Introduced January 7, 2025 by Julia Brownley · Last progress January 7, 2025
The bill creates a formal study and required VA plan to improve menopause care for women veterans—increasing accountability and the likelihood of better care—but does so with multi‑month delays and potential added cost that may frustrate veterans awaiting immediate help.
Women veterans will get clearer information and a concrete roadmap for improving perimenopause and menopause care because the bill requires a GAO study and a VA strategic implementation plan with a set timeline.
Veterans could see better access to interdisciplinary menopause care and clearer referral pathways to non‑VA providers, and VA clinical quality may improve through recommended training, education, and research leveraging.
Congressional oversight and the mandated VA plan increase accountability and establish a deadline for reforms to menopause care within VA.
Women veterans currently needing menopause care will experience delays because the GAO study (up to 18 months) plus a 6‑month VA planning window postpone immediate changes.
Taxpayers and veterans could face higher federal healthcare spending or shifted VA resources to implement GAO recommendations and expanded services.
If the study identifies gaps but VA implementation is slow, affected veterans may become dissatisfied as expectations for rapid improvement are raised.
Based on analysis of 2 sections of legislative text.
Requires GAO to study VA menopause-related care (report in 18 months) and requires the VA to submit a strategic plan within 6 months after the report to implement recommendations.

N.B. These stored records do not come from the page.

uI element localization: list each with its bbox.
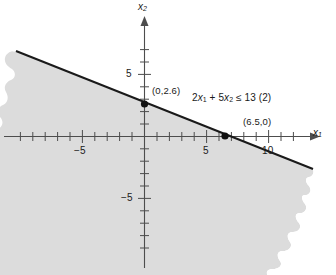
equation-tag: (2) bbox=[259, 92, 272, 103]
point-label-x-intercept: (6.5,0) bbox=[243, 117, 271, 127]
x-tick-label-10: 10 bbox=[262, 146, 273, 156]
equation-rhs: 13 bbox=[244, 92, 255, 103]
x-tick-label-neg5: −5 bbox=[74, 146, 86, 156]
y-tick-label-5: 5 bbox=[126, 69, 132, 79]
inequality-graph-figure: x1 x2 −5 5 10 5 −5 (0,2.6) (6.5,0) 2x1 +… bbox=[0, 0, 336, 275]
point-y-intercept bbox=[141, 100, 148, 107]
x-axis-label: x1 bbox=[313, 128, 322, 138]
equation-var1-subscript: 1 bbox=[203, 96, 207, 103]
y-axis-label-subscript: 2 bbox=[143, 5, 147, 12]
x-tick-label-5: 5 bbox=[203, 146, 209, 156]
equation-plus-operator: + bbox=[210, 92, 216, 103]
point-x-intercept bbox=[221, 132, 228, 139]
y-axis-label: x2 bbox=[138, 2, 147, 12]
point-label-y-intercept: (0,2.6) bbox=[152, 86, 180, 96]
equation-var2-subscript: 2 bbox=[229, 96, 233, 103]
y-tick-label-neg5: −5 bbox=[121, 193, 133, 203]
x-axis-label-subscript: 1 bbox=[318, 131, 322, 138]
equation-relation-operator: ≤ bbox=[236, 92, 242, 103]
plot-canvas bbox=[0, 0, 336, 275]
constraint-equation-label: 2x1 + 5x2 ≤ 13 (2) bbox=[192, 93, 271, 103]
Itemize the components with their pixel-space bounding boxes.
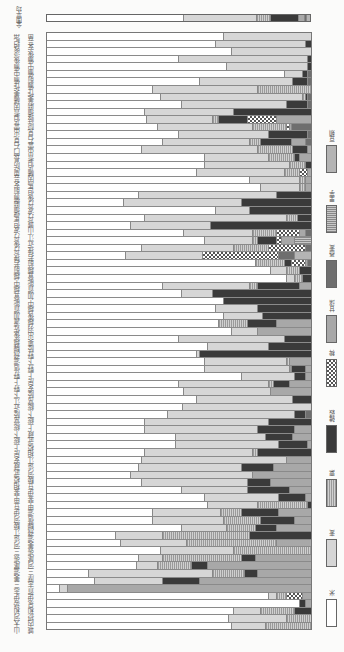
segment-rice: [47, 472, 131, 479]
segment-buckwheat: [308, 71, 311, 78]
segment-millet: [163, 555, 242, 562]
segment-wheat: [285, 71, 303, 78]
segment-wheat: [163, 283, 250, 290]
segment-rice: [47, 15, 184, 21]
segment-grain: [306, 41, 311, 48]
segment-grain: [248, 487, 290, 494]
segment-millet: [266, 623, 311, 630]
legend-swatch-wheat: [326, 539, 337, 567]
bar-row: [47, 396, 311, 404]
segment-rice: [47, 33, 224, 40]
bar-row: [47, 562, 311, 570]
segment-sweetpotato: [306, 366, 311, 373]
segment-hie: [277, 230, 301, 237]
segment-wheat: [269, 593, 277, 600]
legend-swatch-millet: [326, 479, 337, 507]
segment-millet: [219, 320, 248, 327]
segment-rice: [47, 184, 261, 191]
legend-item-taro: 里芋: [322, 190, 342, 233]
bar-row: [47, 585, 311, 593]
segment-wheat: [131, 472, 252, 479]
bar-row: [47, 298, 311, 306]
segment-sweetpotato: [287, 457, 311, 464]
bar-row: [47, 608, 311, 616]
segment-sweetpotato: [303, 593, 311, 600]
segment-rice: [47, 215, 145, 222]
segment-wheat: [224, 313, 264, 320]
segment-rice: [47, 48, 232, 55]
bar-row: [47, 139, 311, 147]
segment-grain: [234, 109, 311, 116]
segment-wheat: [116, 532, 164, 539]
segment-grain: [308, 63, 311, 70]
bar-row: [47, 313, 311, 321]
segment-rice: [47, 585, 60, 592]
segment-rice: [47, 177, 250, 184]
segment-wheat: [232, 623, 266, 630]
segment-wheat: [168, 411, 295, 418]
segment-wheat: [131, 222, 210, 229]
segment-hie: [292, 260, 305, 267]
segment-beans: [307, 15, 310, 21]
segment-millet: [213, 570, 245, 577]
legend-item-buckwheat: 蕎麦: [322, 245, 342, 288]
legend-swatch-hie: [326, 359, 337, 387]
segment-rice: [47, 388, 184, 395]
segment-millet: [253, 124, 287, 131]
bar-row: [47, 623, 311, 630]
bar-row: [47, 426, 311, 434]
segment-rice: [47, 320, 219, 327]
segment-millet: [287, 267, 300, 274]
bar-row: [47, 56, 311, 64]
segment-sweetpotato: [208, 562, 311, 569]
segment-grain: [285, 336, 311, 343]
segment-rice: [47, 131, 179, 138]
segment-rice: [47, 487, 182, 494]
segment-grain: [300, 267, 311, 274]
segment-rice: [47, 328, 232, 335]
bar-row: [47, 192, 311, 200]
legend-item-beans: 豆類: [322, 130, 342, 173]
segment-rice: [47, 63, 227, 70]
segment-grain: [258, 283, 300, 290]
segment-sweetpotato: [306, 177, 311, 184]
segment-beans: [295, 252, 311, 259]
segment-rice: [47, 547, 161, 554]
segment-hie: [300, 169, 308, 176]
segment-wheat: [182, 525, 227, 532]
segment-sweetpotato: [290, 358, 311, 365]
segment-wheat: [200, 78, 292, 85]
legend-swatch-taro: [326, 205, 337, 233]
segment-wheat: [95, 578, 164, 585]
legend-label: 稗: [328, 350, 336, 356]
segment-grain: [308, 502, 311, 509]
legend-swatch-buckwheat: [326, 260, 337, 288]
segment-wheat: [142, 245, 234, 252]
segment-hie: [248, 116, 277, 123]
segment-buckwheat: [308, 78, 311, 85]
segment-rice: [47, 570, 89, 577]
segment-sweetpotato: [308, 146, 311, 153]
segment-rice: [47, 555, 139, 562]
segment-sweetpotato: [274, 464, 311, 471]
segment-millet: [261, 608, 295, 615]
segment-grain: [261, 139, 293, 146]
segment-wheat: [158, 124, 253, 131]
segment-sweetpotato: [290, 487, 311, 494]
segment-rice: [47, 419, 145, 426]
segment-sweetpotato: [295, 426, 311, 433]
segment-wheat: [184, 388, 271, 395]
segment-buckwheat: [306, 139, 311, 146]
segment-rice: [47, 267, 271, 274]
segment-millet: [257, 15, 270, 21]
segment-grain: [303, 275, 311, 282]
segment-wheat: [145, 109, 235, 116]
segment-rice: [47, 56, 179, 63]
segment-rice: [47, 207, 216, 214]
segment-wheat: [197, 169, 284, 176]
segment-millet: [287, 215, 298, 222]
segment-grain: [224, 298, 311, 305]
segment-sweetpotato: [293, 434, 311, 441]
bar-row: [47, 479, 311, 487]
bar-row: [47, 381, 311, 389]
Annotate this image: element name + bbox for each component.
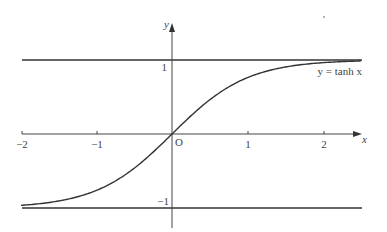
- x-axis-label: x: [361, 133, 367, 145]
- x-tick-label: 1: [245, 138, 251, 150]
- origin-label: O: [175, 136, 183, 148]
- curve-label-text: y = tanh x: [318, 65, 363, 77]
- y-tick-label: 1: [162, 61, 168, 73]
- x-tick-label: −2: [16, 138, 28, 150]
- x-tick-label: −1: [91, 138, 103, 150]
- x-axis-arrow-icon: [353, 131, 362, 137]
- y-axis-label: y: [163, 18, 169, 30]
- x-tick-label: 2: [321, 138, 327, 150]
- tanh-graph: −2 −1 1 2 1 −1 O x y y = tanh x: [0, 0, 387, 232]
- curve-label: y = tanh x: [318, 65, 363, 77]
- y-axis-arrow-icon: [169, 23, 175, 32]
- tanh-curve: [21, 61, 361, 205]
- stray-dot: [323, 16, 325, 18]
- y-tick-label: −1: [157, 195, 169, 207]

Requires the Government Accountability Office (GAO) to study medical services the Department of Veterans Affairs (VA) provides for veterans experiencing perimenopause, genitourinary syndrome of menopause, and menopause, and to publish a report within 18 months. After the GAO report is public, the VA Secretary must deliver a strategic plan within 6 months describing how the VA will implement the GAO recommendations and improve quality and access to menopause care under existing VA medical care authorities. The GAO study must describe current care offerings, review VA clinical guidance and staff training, evaluate access to interdisciplinary care and outreach or education, assess quality including veteran feedback and clinical efficacy, identify research opportunities, and provide recommendations for improvement.